Type: Article
Ó Catháin, Diarmaid. ‘Dermot O’Connor, Translator of Keating’, Eighteenth-century Ireland/Iris an dá chultúr, Vol. 2 (1987), pp 67-87.
Geoffrey Keating’s Foras Feasa Ar Éirinn (1633), a compilation of Irish seanchas (lore) and Gaelic history, was, until the twentieth-century, a literary model and ‘virtual bible of the Irish tradition’. This article examines the life and career of Dermot O’Connor whose 1723 English translation of Foras Feasa was the first version of the text available to English speakers and had a ‘profound effect on the Anglo-Irish tradition’. O’Connor’s bilingualism allowed him to move freely between Dublin and London circles, where sufficient interest in the Gaelic language and tradition earned him a successful living as a Gaelic scribe. The article traces his movements in London and Dublin, and the controversies surrounding his work and reputation. Ó Catháin concludes that ‘it is obvious from Dermot O’Connor’s life alone that there was much more interaction between Irish-language and English-language cultures and between catholics and protestants in Ireland than has been widely assumed’. Included is a sample of a plate of bilingual pedigrees from the London edition of O’Connor’s translation of Foras Feasa.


◆ About this exercise ◆
Give every line of the data again, unchanged, but with no pictures.

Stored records
****************************************
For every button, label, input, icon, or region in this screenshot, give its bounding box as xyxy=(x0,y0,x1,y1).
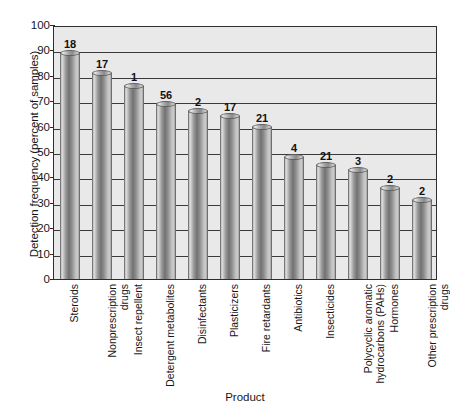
bar-cap xyxy=(92,70,112,76)
bar-cap xyxy=(412,197,432,203)
x-tick-label-line: Fire retardants xyxy=(260,284,272,352)
plot-area: 181715621721421322 xyxy=(53,26,437,280)
x-tick-label-line: Hormones xyxy=(388,284,400,332)
bar-value-label: 17 xyxy=(86,59,118,70)
x-tick-label: Antibiotics xyxy=(293,284,305,332)
bar[interactable] xyxy=(92,73,112,279)
bar-cap xyxy=(156,101,176,107)
x-axis-tick-labels: SteroidsNonprescriptiondrugsInsect repel… xyxy=(53,282,437,390)
y-tick-label: 100 xyxy=(12,20,50,32)
y-tick-label: 0 xyxy=(12,274,50,286)
x-tick-label: Fire retardants xyxy=(261,284,273,352)
bar-slot: 56 xyxy=(150,27,182,279)
x-tick-label-slot: Disinfectants xyxy=(181,282,213,390)
bar-value-label: 56 xyxy=(150,90,182,101)
x-tick-label-line: Steroids xyxy=(68,284,80,323)
y-tick-label: 30 xyxy=(12,198,50,210)
x-tick-label-slot: Insecticides xyxy=(309,282,341,390)
bar[interactable] xyxy=(348,170,368,279)
x-tick-label-slot: Steroids xyxy=(53,282,85,390)
bar[interactable] xyxy=(220,116,240,279)
bar-value-label: 2 xyxy=(374,174,406,185)
bar-slot: 17 xyxy=(214,27,246,279)
x-tick-label-line: Other prescription xyxy=(426,284,438,367)
bar-cap xyxy=(60,50,80,56)
bar[interactable] xyxy=(252,127,272,279)
y-tick-label: 20 xyxy=(12,223,50,235)
bar-cap xyxy=(188,108,208,114)
x-tick-label-slot: Other prescriptiondrugs xyxy=(405,282,437,390)
x-tick-label-slot: Insect repellent xyxy=(117,282,149,390)
bar-cap xyxy=(124,83,144,89)
x-tick-label: Steroids xyxy=(69,284,81,323)
x-tick-label-line: Insect repellent xyxy=(132,284,144,355)
x-tick-label-line: drugs xyxy=(439,284,450,367)
y-tick-label: 40 xyxy=(12,172,50,184)
bar-value-label: 2 xyxy=(406,186,438,197)
y-tick-label: 50 xyxy=(12,147,50,159)
bar-value-label: 17 xyxy=(214,102,246,113)
x-tick-label-line: Insecticides xyxy=(324,284,336,339)
bar-value-label: 4 xyxy=(278,143,310,154)
bar-cap xyxy=(348,167,368,173)
bar-slot: 4 xyxy=(278,27,310,279)
x-tick-label-slot: Fire retardants xyxy=(245,282,277,390)
x-tick-label: Other prescriptiondrugs xyxy=(427,284,450,367)
x-tick-label: Detergent metabolites xyxy=(165,284,177,387)
x-tick-label: Insecticides xyxy=(325,284,337,339)
x-axis-title: Product xyxy=(53,391,437,403)
y-tick-label: 10 xyxy=(12,249,50,261)
x-tick-label-line: Disinfectants xyxy=(196,284,208,344)
bar[interactable] xyxy=(412,200,432,279)
y-tick-label: 70 xyxy=(12,96,50,108)
x-tick-label-line: Plasticizers xyxy=(228,284,240,337)
y-axis-tick-labels: 1009080706050403020100 xyxy=(10,0,50,413)
bar-cap xyxy=(284,154,304,160)
x-tick-label-line: Detergent metabolites xyxy=(164,284,176,387)
x-tick-label: Insect repellent xyxy=(133,284,145,355)
bar-value-label: 1 xyxy=(118,72,150,83)
bar-slot: 17 xyxy=(86,27,118,279)
bar-slot: 21 xyxy=(246,27,278,279)
bar-slot: 2 xyxy=(182,27,214,279)
bar[interactable] xyxy=(60,53,80,279)
y-tick-label: 90 xyxy=(12,45,50,57)
x-tick-label: Disinfectants xyxy=(197,284,209,344)
bar[interactable] xyxy=(188,111,208,279)
bar-slot: 2 xyxy=(374,27,406,279)
bar[interactable] xyxy=(380,188,400,279)
bar[interactable] xyxy=(124,86,144,279)
bar-slot: 2 xyxy=(406,27,438,279)
bar-value-label: 2 xyxy=(182,97,214,108)
x-tick-label-slot: Polycyclic aromatichydrocarbons (PAHs) xyxy=(341,282,373,390)
x-tick-label-slot: Nonprescriptiondrugs xyxy=(85,282,117,390)
bar[interactable] xyxy=(284,157,304,279)
x-tick-label-line: Antibiotics xyxy=(292,284,304,332)
bar-value-label: 21 xyxy=(246,113,278,124)
bar-cap xyxy=(252,124,272,130)
bar-slot: 21 xyxy=(310,27,342,279)
bars-group: 181715621721421322 xyxy=(54,27,436,279)
bar-slot: 1 xyxy=(118,27,150,279)
bar-value-label: 21 xyxy=(310,151,342,162)
x-tick-label-slot: Antibiotics xyxy=(277,282,309,390)
bar-cap xyxy=(316,162,336,168)
bar[interactable] xyxy=(316,165,336,279)
bar-value-label: 18 xyxy=(54,39,86,50)
bar-cap xyxy=(380,185,400,191)
x-tick-label-slot: Detergent metabolites xyxy=(149,282,181,390)
y-tick-label: 60 xyxy=(12,122,50,134)
bar-slot: 18 xyxy=(54,27,86,279)
x-tick-label-slot: Hormones xyxy=(373,282,405,390)
x-tick-label-slot: Plasticizers xyxy=(213,282,245,390)
bar[interactable] xyxy=(156,104,176,279)
bar-slot: 3 xyxy=(342,27,374,279)
bar-cap xyxy=(220,113,240,119)
x-tick-label: Hormones xyxy=(389,284,401,332)
bar-value-label: 3 xyxy=(342,156,374,167)
x-tick-label: Plasticizers xyxy=(229,284,241,337)
y-tick-label: 80 xyxy=(12,71,50,83)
****************************************
◆ Response to the exercise ◆
For every button, label, input, icon, or region in this screenshot, give its bounding box as xyxy=(x0,y0,x1,y1).
bar-cap xyxy=(92,70,112,76)
bar-cap xyxy=(412,197,432,203)
x-tick-label-line: Fire retardants xyxy=(260,284,272,352)
plot-area: 181715621721421322 xyxy=(53,26,437,280)
x-tick-label-line: Hormones xyxy=(388,284,400,332)
bar-value-label: 17 xyxy=(86,59,118,70)
x-tick-label: Antibiotics xyxy=(293,284,305,332)
bar[interactable] xyxy=(92,73,112,279)
bar-cap xyxy=(156,101,176,107)
x-axis-tick-labels: SteroidsNonprescriptiondrugsInsect repel… xyxy=(53,282,437,390)
y-tick-label: 100 xyxy=(12,20,50,32)
y-tick-label: 0 xyxy=(12,274,50,286)
x-tick-label: Fire retardants xyxy=(261,284,273,352)
bar-slot: 56 xyxy=(150,27,182,279)
x-tick-label-slot: Disinfectants xyxy=(181,282,213,390)
bar-value-label: 56 xyxy=(150,90,182,101)
x-tick-label-line: Steroids xyxy=(68,284,80,323)
y-tick-label: 30 xyxy=(12,198,50,210)
x-tick-label-slot: Insecticides xyxy=(309,282,341,390)
bar[interactable] xyxy=(348,170,368,279)
x-tick-label-slot: Steroids xyxy=(53,282,85,390)
bar[interactable] xyxy=(220,116,240,279)
bar-value-label: 2 xyxy=(374,174,406,185)
bar-slot: 17 xyxy=(214,27,246,279)
x-tick-label-line: Other prescription xyxy=(426,284,438,367)
bar-cap xyxy=(60,50,80,56)
bar[interactable] xyxy=(252,127,272,279)
y-tick-label: 20 xyxy=(12,223,50,235)
bar-cap xyxy=(188,108,208,114)
x-tick-label-slot: Other prescriptiondrugs xyxy=(405,282,437,390)
x-tick-label-slot: Insect repellent xyxy=(117,282,149,390)
bar-cap xyxy=(124,83,144,89)
x-tick-label: Steroids xyxy=(69,284,81,323)
x-tick-label-line: Insect repellent xyxy=(132,284,144,355)
x-tick-label-line: drugs xyxy=(439,284,450,367)
y-tick-label: 40 xyxy=(12,172,50,184)
bar-value-label: 2 xyxy=(406,186,438,197)
y-tick-label: 50 xyxy=(12,147,50,159)
bar-value-label: 17 xyxy=(214,102,246,113)
x-tick-label-line: Insecticides xyxy=(324,284,336,339)
bar-value-label: 4 xyxy=(278,143,310,154)
bar-cap xyxy=(348,167,368,173)
bar-slot: 4 xyxy=(278,27,310,279)
x-tick-label-slot: Fire retardants xyxy=(245,282,277,390)
x-tick-label: Other prescriptiondrugs xyxy=(427,284,450,367)
x-tick-label: Detergent metabolites xyxy=(165,284,177,387)
x-tick-label: Insecticides xyxy=(325,284,337,339)
x-axis-title: Product xyxy=(53,391,437,403)
y-tick-label: 10 xyxy=(12,249,50,261)
x-tick-label-line: Disinfectants xyxy=(196,284,208,344)
bar[interactable] xyxy=(412,200,432,279)
y-tick-label: 70 xyxy=(12,96,50,108)
x-tick-label-line: Plasticizers xyxy=(228,284,240,337)
y-axis-tick-labels: 1009080706050403020100 xyxy=(10,0,50,413)
bar-cap xyxy=(284,154,304,160)
x-tick-label-line: Detergent metabolites xyxy=(164,284,176,387)
x-tick-label: Insect repellent xyxy=(133,284,145,355)
bar-value-label: 1 xyxy=(118,72,150,83)
bar-slot: 17 xyxy=(86,27,118,279)
bar-slot: 21 xyxy=(246,27,278,279)
bar-slot: 2 xyxy=(182,27,214,279)
bar[interactable] xyxy=(60,53,80,279)
y-tick-label: 90 xyxy=(12,45,50,57)
x-tick-label: Disinfectants xyxy=(197,284,209,344)
bar[interactable] xyxy=(188,111,208,279)
bar-slot: 2 xyxy=(374,27,406,279)
bar[interactable] xyxy=(380,188,400,279)
bar[interactable] xyxy=(124,86,144,279)
bar-slot: 2 xyxy=(406,27,438,279)
bar-value-label: 2 xyxy=(182,97,214,108)
x-tick-label-slot: Polycyclic aromatichydrocarbons (PAHs) xyxy=(341,282,373,390)
x-tick-label-slot: Nonprescriptiondrugs xyxy=(85,282,117,390)
bar[interactable] xyxy=(284,157,304,279)
x-tick-label-line: Antibiotics xyxy=(292,284,304,332)
bar-value-label: 21 xyxy=(246,113,278,124)
bar-cap xyxy=(252,124,272,130)
bar-slot: 21 xyxy=(310,27,342,279)
bars-group: 181715621721421322 xyxy=(54,27,436,279)
bar-slot: 1 xyxy=(118,27,150,279)
bar-value-label: 21 xyxy=(310,151,342,162)
x-tick-label-slot: Antibiotics xyxy=(277,282,309,390)
bar-cap xyxy=(316,162,336,168)
bar[interactable] xyxy=(316,165,336,279)
bar-value-label: 18 xyxy=(54,39,86,50)
bar-cap xyxy=(380,185,400,191)
x-tick-label-slot: Detergent metabolites xyxy=(149,282,181,390)
y-tick-label: 60 xyxy=(12,122,50,134)
bar-slot: 18 xyxy=(54,27,86,279)
x-tick-label-slot: Hormones xyxy=(373,282,405,390)
x-tick-label-slot: Plasticizers xyxy=(213,282,245,390)
bar[interactable] xyxy=(156,104,176,279)
bar-slot: 3 xyxy=(342,27,374,279)
bar-cap xyxy=(220,113,240,119)
x-tick-label: Hormones xyxy=(389,284,401,332)
bar-value-label: 3 xyxy=(342,156,374,167)
x-tick-label: Plasticizers xyxy=(229,284,241,337)
y-tick-label: 80 xyxy=(12,71,50,83)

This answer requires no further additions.